Ticats coach Kent Austin keeping a close eye on the weather at Grey Cup

MOOSE JAW, Sask. – Kent Austin is no different than the 44,000-plus fans headed to Mosaic Stadium for the Grey Cup on Sunday. He’ll be checking the Weather Network before he goes.

“I might do that a few times a day,” the Hamilton coach said with a chuckle. “Yeah, I do. That’s the honest answer. Of course I do.

“You have to prepare, right? And if it’s going to be wet or it’s going to be high gusts or whatever, we want to be prepared for that. We don’t want to just show up and go ‘Gee, it’s 60 klicks in our face. What are we going to do?’ We have to have a plan. That’s part of our job.”

After two very chilly practices outdoors in Regina, the Tiger-Cats opted to bus 70 kilometres west to Moose Jaw to train indoors Friday at the YaraCentre.

Back in the Saskatchewan capital, the mercury plummeted to -25 C — which felt like -34 with the wind chill.

It should be warmer come game-day Sunday. The forecast calls for a daytime high of -1, feeling like -6.

Kickoff at Mosaic Stadium is 5:30 p.m. local time, with an expected temperature of -2 or -3.

Some Tiger-Cats looked uncomfortable in the frigid conditions at the stadium Wednesday — Thursday’s session there was closed — but the team seems to have since made a point of downplaying the weather.

Austin said the two practices at the Mosaic Stadium had served their purpose, with players told to gauge what kind of clothing they needed.

“I said earlier in the week that you have to use the first couple of practices to determine your gear,” he said. “Some of the mistakes that I’ve seen in the past with players, especially the skill guys, is they either over-dress or they under-dress. You have to find the right balance. And you need to use your practice to do that … Same thing with your footing. You have to try different shoes and different cleats to get your footing proper.

“That’s the reason why you practise. It’s no different than running plays — it’s to get yourself prepared in every area as a football player to play at your best come game time.”

Linebacker Jamall Johnson says the Ticats will be out on the field “sleeveless and doing our thing.”

“Once you get out on the field and you start playing, you get your adrenalin going, nothing else matters,” he said. “The cold, you black that out and block it out. And all those outside factors that you can’t control you don’t want to worry about it.

“We’re going to go out and do our thing no matter what the weather.”

Fellow linebacker Simoni Lawrence was downplaying the cold.

“Ice melts off of us,” he joked.

Unlike his coach, Hamilton kicker Luca Congi won’t be consulting the Weather Network. He says it often doesn’t reflect the stadium conditions, which can change depending on location and design.

“Mosaic, it depends on the day, it depends on the time of the game,” said Congi, no stranger to Regina conditions after five seasons as a Roughrider. “Winds can be worse than anywhere else in the country. Or it can be pretty calm. It just depends on the day.

“Either way, you make your reads of the wind on that given day and keep focusing on your fundamentals and your technique.”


▶ **Work order**:
Below are the entries; state how many of their lines contain the string "ylabel", and nothing more.

▶ **Figure content listings**:
- Opening Delimiter -

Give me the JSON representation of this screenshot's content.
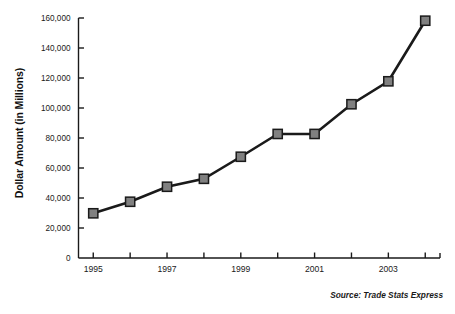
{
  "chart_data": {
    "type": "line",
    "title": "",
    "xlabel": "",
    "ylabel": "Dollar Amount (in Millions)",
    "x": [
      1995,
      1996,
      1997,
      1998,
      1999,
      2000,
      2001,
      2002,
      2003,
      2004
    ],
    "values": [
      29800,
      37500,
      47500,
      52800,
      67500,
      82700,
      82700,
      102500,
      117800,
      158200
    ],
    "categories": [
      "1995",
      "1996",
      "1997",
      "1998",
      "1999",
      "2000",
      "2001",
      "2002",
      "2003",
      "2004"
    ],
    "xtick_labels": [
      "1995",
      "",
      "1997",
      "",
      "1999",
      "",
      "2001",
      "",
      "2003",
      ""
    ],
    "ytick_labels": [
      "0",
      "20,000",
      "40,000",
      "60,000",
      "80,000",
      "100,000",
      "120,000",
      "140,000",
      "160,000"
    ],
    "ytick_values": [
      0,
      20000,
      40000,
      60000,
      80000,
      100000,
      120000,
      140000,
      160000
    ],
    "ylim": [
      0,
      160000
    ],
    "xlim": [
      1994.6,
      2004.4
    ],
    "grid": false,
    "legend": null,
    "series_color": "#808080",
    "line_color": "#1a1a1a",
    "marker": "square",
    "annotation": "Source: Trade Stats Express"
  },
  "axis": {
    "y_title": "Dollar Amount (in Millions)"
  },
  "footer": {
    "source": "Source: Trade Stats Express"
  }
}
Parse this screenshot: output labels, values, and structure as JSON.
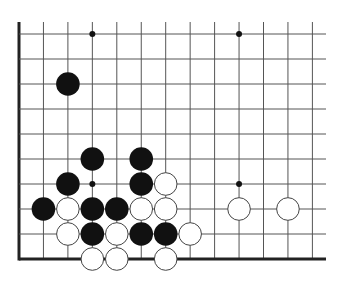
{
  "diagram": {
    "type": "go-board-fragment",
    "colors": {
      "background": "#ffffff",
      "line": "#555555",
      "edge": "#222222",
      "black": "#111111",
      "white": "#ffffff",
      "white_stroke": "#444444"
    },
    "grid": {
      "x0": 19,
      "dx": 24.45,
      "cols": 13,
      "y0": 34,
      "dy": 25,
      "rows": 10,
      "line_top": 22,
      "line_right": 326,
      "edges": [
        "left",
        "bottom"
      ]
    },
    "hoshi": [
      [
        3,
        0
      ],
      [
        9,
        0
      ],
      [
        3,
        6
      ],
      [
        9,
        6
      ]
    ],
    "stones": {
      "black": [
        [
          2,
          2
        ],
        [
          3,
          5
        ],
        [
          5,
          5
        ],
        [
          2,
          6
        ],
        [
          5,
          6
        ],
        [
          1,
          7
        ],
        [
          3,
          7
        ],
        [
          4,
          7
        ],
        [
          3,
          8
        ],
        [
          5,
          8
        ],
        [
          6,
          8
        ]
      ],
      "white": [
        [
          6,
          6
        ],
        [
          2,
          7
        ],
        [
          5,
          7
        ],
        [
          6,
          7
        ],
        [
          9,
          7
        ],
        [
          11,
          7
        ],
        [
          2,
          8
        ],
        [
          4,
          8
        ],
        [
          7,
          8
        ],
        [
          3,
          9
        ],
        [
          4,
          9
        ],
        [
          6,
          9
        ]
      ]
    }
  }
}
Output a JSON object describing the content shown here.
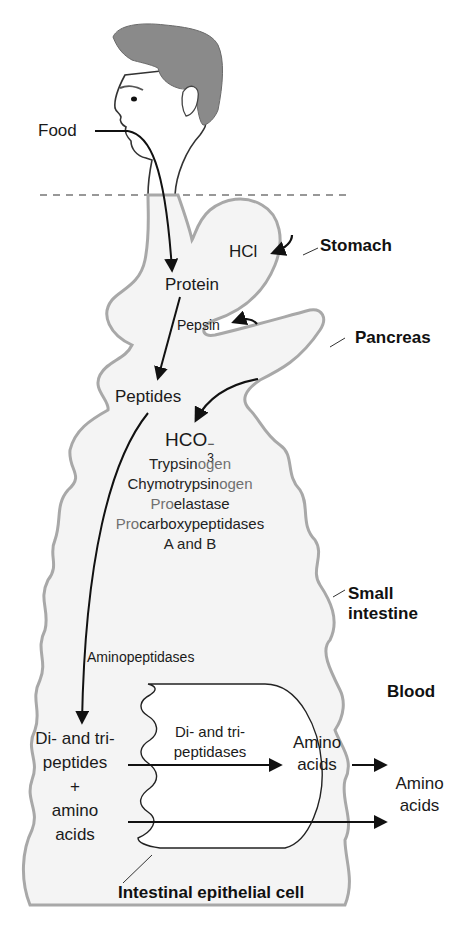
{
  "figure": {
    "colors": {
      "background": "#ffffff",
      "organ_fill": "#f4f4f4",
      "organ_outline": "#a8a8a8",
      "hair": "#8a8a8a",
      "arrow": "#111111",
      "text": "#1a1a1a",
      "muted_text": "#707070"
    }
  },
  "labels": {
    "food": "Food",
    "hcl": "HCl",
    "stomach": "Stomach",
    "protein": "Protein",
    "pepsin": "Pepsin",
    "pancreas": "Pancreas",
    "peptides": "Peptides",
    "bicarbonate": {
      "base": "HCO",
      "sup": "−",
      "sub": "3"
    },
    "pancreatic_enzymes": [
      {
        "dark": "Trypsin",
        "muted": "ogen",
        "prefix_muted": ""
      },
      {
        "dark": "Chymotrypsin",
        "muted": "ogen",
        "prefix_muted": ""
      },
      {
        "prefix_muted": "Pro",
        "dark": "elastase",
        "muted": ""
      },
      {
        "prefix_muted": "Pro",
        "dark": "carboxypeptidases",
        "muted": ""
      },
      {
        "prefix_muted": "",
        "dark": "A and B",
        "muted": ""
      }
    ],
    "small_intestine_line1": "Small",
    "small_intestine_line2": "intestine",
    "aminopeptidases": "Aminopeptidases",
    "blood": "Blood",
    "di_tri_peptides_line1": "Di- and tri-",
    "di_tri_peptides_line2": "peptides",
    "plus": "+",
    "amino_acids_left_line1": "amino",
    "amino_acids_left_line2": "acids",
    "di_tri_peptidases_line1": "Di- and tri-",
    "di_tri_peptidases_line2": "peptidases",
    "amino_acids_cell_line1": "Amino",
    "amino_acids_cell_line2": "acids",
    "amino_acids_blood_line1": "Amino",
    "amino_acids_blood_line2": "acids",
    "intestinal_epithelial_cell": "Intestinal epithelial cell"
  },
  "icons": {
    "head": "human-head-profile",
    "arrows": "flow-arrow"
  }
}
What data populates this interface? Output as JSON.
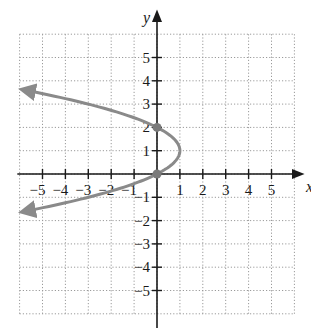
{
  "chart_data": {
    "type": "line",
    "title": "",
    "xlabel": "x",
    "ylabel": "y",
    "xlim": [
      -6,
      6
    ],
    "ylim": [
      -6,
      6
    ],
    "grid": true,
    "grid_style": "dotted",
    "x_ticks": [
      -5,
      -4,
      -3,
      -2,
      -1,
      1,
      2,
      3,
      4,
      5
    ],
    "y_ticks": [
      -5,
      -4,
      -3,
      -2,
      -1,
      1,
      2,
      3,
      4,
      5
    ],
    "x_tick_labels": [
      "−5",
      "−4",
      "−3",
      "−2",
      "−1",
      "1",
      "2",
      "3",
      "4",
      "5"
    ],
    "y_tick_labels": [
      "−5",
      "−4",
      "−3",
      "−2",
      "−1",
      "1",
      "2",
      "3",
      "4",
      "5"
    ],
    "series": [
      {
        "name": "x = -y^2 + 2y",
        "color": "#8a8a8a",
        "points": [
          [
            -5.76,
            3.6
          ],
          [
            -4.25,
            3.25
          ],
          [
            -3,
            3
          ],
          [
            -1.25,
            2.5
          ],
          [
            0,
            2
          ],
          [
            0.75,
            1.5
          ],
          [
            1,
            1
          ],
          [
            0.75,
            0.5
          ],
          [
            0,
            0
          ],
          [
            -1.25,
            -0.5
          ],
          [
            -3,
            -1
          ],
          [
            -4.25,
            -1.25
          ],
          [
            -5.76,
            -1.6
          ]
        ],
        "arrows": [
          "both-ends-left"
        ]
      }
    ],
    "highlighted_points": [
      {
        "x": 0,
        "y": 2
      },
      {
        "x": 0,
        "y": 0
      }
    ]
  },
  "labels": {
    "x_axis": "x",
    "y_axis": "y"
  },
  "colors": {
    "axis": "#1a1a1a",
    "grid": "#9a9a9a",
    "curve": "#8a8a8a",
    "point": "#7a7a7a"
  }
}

- Closing Delimiter -

▶ **Response to the exercise**:
2